Thursday, June 23, 2011

How I learned to quit WoW (and start caring about SW:TOR)

When Bioware first announced that the third installment of their Knights of the Old Republic (KOTOR) franchise would be an MMO, I was excited. Then I went back to farming one vanity item or another in World of Warcraft (WoW). At the time I was enthralled with WoW, and although the prospect of doing all those WoW things - but with a lightsaber! - was intriguing, I couldn't see myself abandoning my friends and family (or at least, those of whom played on my WoW server). Then Cataclysm happened.

In the last year, my wife, most of my friends, and both of my brothers have cancelled their WoW accounts. Their specific reasons for quitting are varied, and while outside influences have had some affect, the underlying cause of their cancelled accounts has been WoW's failure to keep them engaged. My best friend quit because he wanted to be challenged by hard content, but could not devote the 12+ hours a week to the raiding scene and its endless iterative wipes. My middle brother quit because he could no longer find himself immersed in the game (teleporting from point to point and fighting raid monsters with no quest engagement to buttress his motivation). My youngest brother got sick of the tedious minutiae of choreographed raid encounters (sometimes he just wanted to be able to smash something really hard and not have to worry about all the other things going on). My wife got tired of the seemingly binary difficulty scaling; fights were either too easy, and thus boring, or way too hard.

I don't entirely blame Blizzard for losing the devotion of my friends and family. Blizzard must have realized that they had saturated the market for MMO players, and so they developed the Cataclysm expansion as a way to open up the market and get new players; most of their resources seemed devoted to cleaning up the early game. However, they made two major errors in the development of Cataclysm. Firstly, they did a terrible job timing and marketing the expansion. They needed a wedge to break into the mainstream and needed to time this expansion with something, anything, to bring their product to a new audience. The long-awaited WoW movie would have been perfect, but a massive toy and merchandising campaign or a kid's cartoon show would have worked. Instead they published some second-rate novels, and a bunch of manga. This error should be self-evident, but if it isn't let me clarify by pointing out that everyone I know that reads franchise novels or manga is already playing WoW. This does nothing to open up the product to new markets, and doesn't even help keep the majority of consumers hooked, which leads to their second big mistake: They ignored and alienated a large chunk of their consumer base.

By the end of the Wrath of the Lich King expansion, WoW was a mature game. Every player I knew in the game had multiple max-level characters that he or she was at least somewhat attached to. So when Cataclysm came out with five new max-level zones that were almost completely linear it was guaranteed to both damage a player's immersion and become boring. Cataclysm was sold as an expansion of choices. The talent trees were being redone to do away with cookie-cutter specs, pve roles were being expanded to allow a group to 'bring the player, not the class,' and raids were being offered (and theoretically balanced) for both groups of 10, and groups of 25. Choice is good! But when you're saving the great pillar of happy rocks from the evil nihilists for the 4th time, and being lauded as the one great savior of the whole wide world (of Warcraft!) for the 4th (or 40th, if you've ever done any other questing) time, it rings a bit hollow. So Blizzard managed to whiff at the whole expanding the market thing, while at the same time devoting nowhere near the resources necessary to keep their current customers happy, and as a result everyone I know quit the game, and nobody that I know started playing.

So where does this leave SW:TOR, and why am I suddenly passionate about a game that isn't out yet and hasn't released much information? Well, this post is TL;DR, so I'll have to write another one...

1 comment:

  1. TL;DR...

    Just kidding. I'm your middle bro, and I'm totally stoked that I got a shout out!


Everything in the data below is left aside except the lines from the one containing "Image resolution: width=1531" through the one containing "This screenshot has height=472, width=854."; repeat those exactly.

** Source material follows **

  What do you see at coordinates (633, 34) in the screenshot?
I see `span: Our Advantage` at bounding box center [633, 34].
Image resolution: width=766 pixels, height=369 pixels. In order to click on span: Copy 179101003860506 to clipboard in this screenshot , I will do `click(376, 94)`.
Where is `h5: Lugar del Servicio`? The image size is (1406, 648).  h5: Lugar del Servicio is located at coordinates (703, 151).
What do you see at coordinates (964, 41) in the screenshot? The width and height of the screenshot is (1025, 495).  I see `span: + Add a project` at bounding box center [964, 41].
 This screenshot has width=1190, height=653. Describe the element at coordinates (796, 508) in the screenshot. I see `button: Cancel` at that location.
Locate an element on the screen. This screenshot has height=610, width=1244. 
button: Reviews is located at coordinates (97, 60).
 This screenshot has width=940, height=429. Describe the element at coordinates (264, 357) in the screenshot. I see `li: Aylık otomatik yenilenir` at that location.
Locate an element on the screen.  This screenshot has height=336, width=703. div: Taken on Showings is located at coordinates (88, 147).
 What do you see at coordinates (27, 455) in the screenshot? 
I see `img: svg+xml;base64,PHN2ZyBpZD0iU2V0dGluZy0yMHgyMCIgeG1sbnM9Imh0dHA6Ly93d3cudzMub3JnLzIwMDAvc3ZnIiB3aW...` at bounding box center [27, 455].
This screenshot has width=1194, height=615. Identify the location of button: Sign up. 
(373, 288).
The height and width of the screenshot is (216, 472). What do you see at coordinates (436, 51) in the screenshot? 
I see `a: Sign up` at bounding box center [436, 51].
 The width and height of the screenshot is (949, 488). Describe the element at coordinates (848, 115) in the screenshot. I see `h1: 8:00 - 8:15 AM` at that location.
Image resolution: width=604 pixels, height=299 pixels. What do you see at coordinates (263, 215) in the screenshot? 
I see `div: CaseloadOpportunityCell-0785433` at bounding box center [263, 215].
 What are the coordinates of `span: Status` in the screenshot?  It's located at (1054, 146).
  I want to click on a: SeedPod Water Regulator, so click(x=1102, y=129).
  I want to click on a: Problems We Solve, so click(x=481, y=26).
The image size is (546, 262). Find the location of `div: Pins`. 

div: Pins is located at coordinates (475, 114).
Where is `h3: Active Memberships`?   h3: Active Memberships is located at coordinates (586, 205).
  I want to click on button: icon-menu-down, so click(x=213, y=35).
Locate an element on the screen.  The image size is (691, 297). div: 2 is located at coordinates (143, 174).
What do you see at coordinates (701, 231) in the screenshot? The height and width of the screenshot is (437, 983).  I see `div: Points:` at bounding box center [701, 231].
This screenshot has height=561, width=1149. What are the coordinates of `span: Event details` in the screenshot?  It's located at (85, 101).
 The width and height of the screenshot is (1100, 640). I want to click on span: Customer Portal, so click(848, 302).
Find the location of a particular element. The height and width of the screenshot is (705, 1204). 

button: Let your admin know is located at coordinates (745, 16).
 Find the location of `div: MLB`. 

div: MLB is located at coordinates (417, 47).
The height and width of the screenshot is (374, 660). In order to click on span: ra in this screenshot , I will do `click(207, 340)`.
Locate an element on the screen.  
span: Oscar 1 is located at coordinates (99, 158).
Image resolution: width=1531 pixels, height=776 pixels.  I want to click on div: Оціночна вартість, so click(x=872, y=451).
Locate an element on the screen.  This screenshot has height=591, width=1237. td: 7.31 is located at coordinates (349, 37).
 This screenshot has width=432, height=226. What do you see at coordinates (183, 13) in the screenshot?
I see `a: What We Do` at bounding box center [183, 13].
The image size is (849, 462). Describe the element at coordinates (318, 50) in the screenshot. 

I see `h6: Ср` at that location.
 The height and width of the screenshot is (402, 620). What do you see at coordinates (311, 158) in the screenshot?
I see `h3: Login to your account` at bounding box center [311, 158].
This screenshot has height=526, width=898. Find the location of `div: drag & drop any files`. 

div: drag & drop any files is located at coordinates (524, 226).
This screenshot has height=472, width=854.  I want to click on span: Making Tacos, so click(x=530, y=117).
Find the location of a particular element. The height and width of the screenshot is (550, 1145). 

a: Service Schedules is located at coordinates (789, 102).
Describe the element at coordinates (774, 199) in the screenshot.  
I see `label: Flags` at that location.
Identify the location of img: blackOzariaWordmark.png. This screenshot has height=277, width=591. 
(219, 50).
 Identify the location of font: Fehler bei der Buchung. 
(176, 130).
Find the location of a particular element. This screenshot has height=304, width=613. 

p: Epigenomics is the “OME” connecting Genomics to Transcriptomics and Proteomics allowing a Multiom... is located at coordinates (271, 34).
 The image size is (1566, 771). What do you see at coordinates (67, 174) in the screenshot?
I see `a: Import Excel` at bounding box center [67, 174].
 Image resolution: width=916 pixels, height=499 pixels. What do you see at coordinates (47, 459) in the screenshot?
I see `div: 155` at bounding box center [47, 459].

** End of Source material **

### Expected output
Image resolution: width=1531 pixels, height=776 pixels.  I want to click on div: Оціночна вартість, so click(x=872, y=451).
Locate an element on the screen.  This screenshot has height=591, width=1237. td: 7.31 is located at coordinates (349, 37).
 This screenshot has width=432, height=226. What do you see at coordinates (183, 13) in the screenshot?
I see `a: What We Do` at bounding box center [183, 13].
The image size is (849, 462). Describe the element at coordinates (318, 50) in the screenshot. 

I see `h6: Ср` at that location.
 The height and width of the screenshot is (402, 620). What do you see at coordinates (311, 158) in the screenshot?
I see `h3: Login to your account` at bounding box center [311, 158].
This screenshot has height=526, width=898. Find the location of `div: drag & drop any files`. 

div: drag & drop any files is located at coordinates (524, 226).
This screenshot has height=472, width=854.  I want to click on span: Making Tacos, so click(x=530, y=117).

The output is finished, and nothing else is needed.